To the editor:
The case being made is that Whidbey Island will have more affordable and reliable electric energy if we are served by a PUD.
Most of my career has been spent working for clean and affordable energy, including several years at Seattle City Light and the Washington State Energy Office. (I do not have any personal or financial connections to Puget Sound Energy.)
I’m not convinced that the proposed PUD is good for our community.
Even PUDs have outages. Having a locally controlled electric utility doesn’t guarantee the power won’t go out.
It’s true that in years past, winter storms left many of us without power for several days. Recently, however, Puget Sound Energy has significantly improved reliability by adding power line redundancy and by completing an ambitious – some would say too ambitious – tree-trimming program. My recent experience on South Whidbey is that the lights are pretty much staying on and that outages are brief.
Cost savings are unlikely. A new small PUD that has to build a new administrative structure loses the economies of scale that go with a bigger utility. We would be reinventing the wheel to create our own billing software, meter reading program, line maintenance department, conservation programs and so forth.
For example, residential customers of Orcas Power and Light Coop, in the San Juan Islands, pay a $25/month customer charge compared to Puget Sound Energy’s $6/month customer charge.
Which leads me to my next point.
Electric bills are more important than rates. Most of the talk has been about electric rates, but electric bills are what people care about.
Electric bills include two charges: the fixed “customer charge” mentioned above and the variable charge for energy use. Because the PUD will start with a huge amount of debt with relatively few customers, it is likely that the customer charge may be significant.
This means that no matter how careful you are about using electricity in your home or business, most of your electric bill will be the same every month. This creates little reward for investing in energy efficiency – the single most effective way to meet growing energy demands and climate protection goals.
Bonneville power is a limited resource.
Bonneville Power Administration has set aside a relatively small amount of low-cost power for new public utilities (about four times what Oak Harbor uses) – but that power has to be shared by all new PUDs in Washington, Oregon, Idaho and Western Montana.
Where will the rest of our power come from? Just like financial markets, energy markets are highly volatile – a lesson Seattle City Light learned the hard way in 1999 when it almost went bankrupt.
Environmental concerns. Puget Sound Energy has one of the best energy conservation programs in the country; it pays up to 100 percent of the cost for energy conservation measures for commercial and residential customers.
Puget Sound Energy is also a national leader in renewable energy resources. Its Green Power Program is rated number seven out of 800 in the country by the National Renewable Energy Laboratory. Further, Puget Sound Energy owns and operates two large wind generation facilities and a large solar project and is actively engaged in policies, programs and regulations that reduce climate pollution. As a customer, these are policies that I think reflect our community values.
Governance. Just because Puget Sound Energy is an investor owned utility, doesn’t mean we are at the mercy of corporate moguls; we have access to the state Utility and Transportation Commission which is legally obligated to consider consumer interests. Commission members are appointed by the governor.
Puget Sound Energy, while far from perfect, is a regulated electric provider that encourages conservation and provides a green power option, at a price that is most likely lower than I’d pay with a new utility.
I prefer to spend my time and money pursuing guaranteed savings: efficiency and local distributed generation, both of which are supported by Puget Sound Energy.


WHAT THIS TASK INVOLVES
Below is a block of records. Copy every line in it that contains the word "type".

(Figure record extracts)
Content starts

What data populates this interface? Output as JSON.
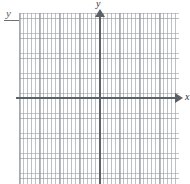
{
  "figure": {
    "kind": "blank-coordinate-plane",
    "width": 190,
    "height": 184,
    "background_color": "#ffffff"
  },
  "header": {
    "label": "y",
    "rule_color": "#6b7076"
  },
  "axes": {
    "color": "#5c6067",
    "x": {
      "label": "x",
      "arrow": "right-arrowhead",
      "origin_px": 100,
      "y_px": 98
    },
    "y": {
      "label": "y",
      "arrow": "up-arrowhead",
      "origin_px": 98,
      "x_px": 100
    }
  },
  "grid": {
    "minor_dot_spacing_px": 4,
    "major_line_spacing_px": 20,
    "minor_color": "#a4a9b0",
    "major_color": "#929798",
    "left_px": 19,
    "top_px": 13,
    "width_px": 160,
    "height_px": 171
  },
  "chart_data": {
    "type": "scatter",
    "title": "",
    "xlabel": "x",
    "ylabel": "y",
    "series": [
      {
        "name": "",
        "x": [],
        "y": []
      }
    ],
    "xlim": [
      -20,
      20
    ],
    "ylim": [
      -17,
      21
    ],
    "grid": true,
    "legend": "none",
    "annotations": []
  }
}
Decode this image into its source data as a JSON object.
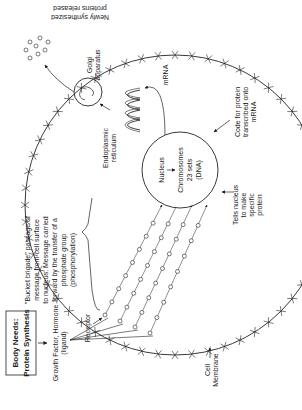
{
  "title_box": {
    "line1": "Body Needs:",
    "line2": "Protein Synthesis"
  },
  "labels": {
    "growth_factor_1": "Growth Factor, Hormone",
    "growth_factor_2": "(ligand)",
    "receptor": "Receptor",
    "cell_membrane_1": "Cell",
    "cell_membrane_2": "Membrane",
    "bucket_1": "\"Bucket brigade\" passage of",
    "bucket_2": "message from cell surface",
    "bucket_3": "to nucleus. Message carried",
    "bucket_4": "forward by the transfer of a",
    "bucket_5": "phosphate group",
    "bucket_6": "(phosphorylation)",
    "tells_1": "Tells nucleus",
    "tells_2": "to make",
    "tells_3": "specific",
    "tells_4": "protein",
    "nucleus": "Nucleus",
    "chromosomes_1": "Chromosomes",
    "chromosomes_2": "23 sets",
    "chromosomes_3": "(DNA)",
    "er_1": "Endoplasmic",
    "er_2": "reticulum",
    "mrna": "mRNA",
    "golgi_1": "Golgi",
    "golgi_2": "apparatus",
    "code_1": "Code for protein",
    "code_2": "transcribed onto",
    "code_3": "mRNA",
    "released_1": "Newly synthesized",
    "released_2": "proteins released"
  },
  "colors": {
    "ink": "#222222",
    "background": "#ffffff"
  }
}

Content ends
Content starts

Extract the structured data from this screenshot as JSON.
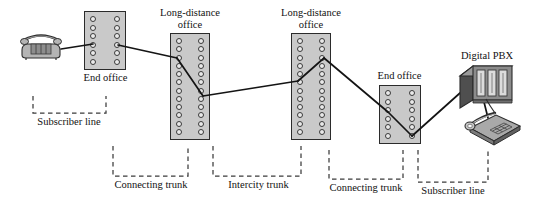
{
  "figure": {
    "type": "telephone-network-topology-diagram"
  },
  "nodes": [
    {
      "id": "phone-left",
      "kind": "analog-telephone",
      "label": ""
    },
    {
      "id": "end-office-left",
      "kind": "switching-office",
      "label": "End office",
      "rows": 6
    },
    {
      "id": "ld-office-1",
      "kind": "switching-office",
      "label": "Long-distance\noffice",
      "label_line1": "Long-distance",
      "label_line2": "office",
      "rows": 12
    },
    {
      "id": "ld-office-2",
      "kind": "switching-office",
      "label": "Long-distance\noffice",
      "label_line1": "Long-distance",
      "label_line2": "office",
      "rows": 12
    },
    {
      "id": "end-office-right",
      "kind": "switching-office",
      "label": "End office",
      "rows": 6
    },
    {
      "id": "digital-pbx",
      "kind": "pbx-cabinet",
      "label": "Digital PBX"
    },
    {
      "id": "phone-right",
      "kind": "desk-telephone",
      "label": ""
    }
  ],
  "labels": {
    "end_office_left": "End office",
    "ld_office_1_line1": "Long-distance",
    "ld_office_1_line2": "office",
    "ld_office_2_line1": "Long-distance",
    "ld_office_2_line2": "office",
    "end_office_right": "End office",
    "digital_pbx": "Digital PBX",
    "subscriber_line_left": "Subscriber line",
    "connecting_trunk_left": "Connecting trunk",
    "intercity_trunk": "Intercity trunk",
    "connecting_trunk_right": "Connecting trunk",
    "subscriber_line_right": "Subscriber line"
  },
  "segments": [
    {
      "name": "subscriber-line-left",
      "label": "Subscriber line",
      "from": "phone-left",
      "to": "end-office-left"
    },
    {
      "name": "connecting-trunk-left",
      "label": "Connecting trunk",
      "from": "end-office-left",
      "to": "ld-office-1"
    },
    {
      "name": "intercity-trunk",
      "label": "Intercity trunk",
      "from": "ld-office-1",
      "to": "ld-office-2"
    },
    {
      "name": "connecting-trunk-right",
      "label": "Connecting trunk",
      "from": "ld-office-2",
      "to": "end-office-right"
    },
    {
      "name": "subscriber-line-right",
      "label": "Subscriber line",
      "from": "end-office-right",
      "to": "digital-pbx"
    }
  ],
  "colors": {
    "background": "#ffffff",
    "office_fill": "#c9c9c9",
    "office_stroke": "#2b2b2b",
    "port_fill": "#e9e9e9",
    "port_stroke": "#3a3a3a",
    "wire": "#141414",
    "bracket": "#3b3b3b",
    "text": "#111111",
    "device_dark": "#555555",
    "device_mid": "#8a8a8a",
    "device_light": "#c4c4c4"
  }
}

Content ends

SOLUTION TO THE EXERCISE
    "type": "scatter",
    "type": "telephone-network-topology-diagram"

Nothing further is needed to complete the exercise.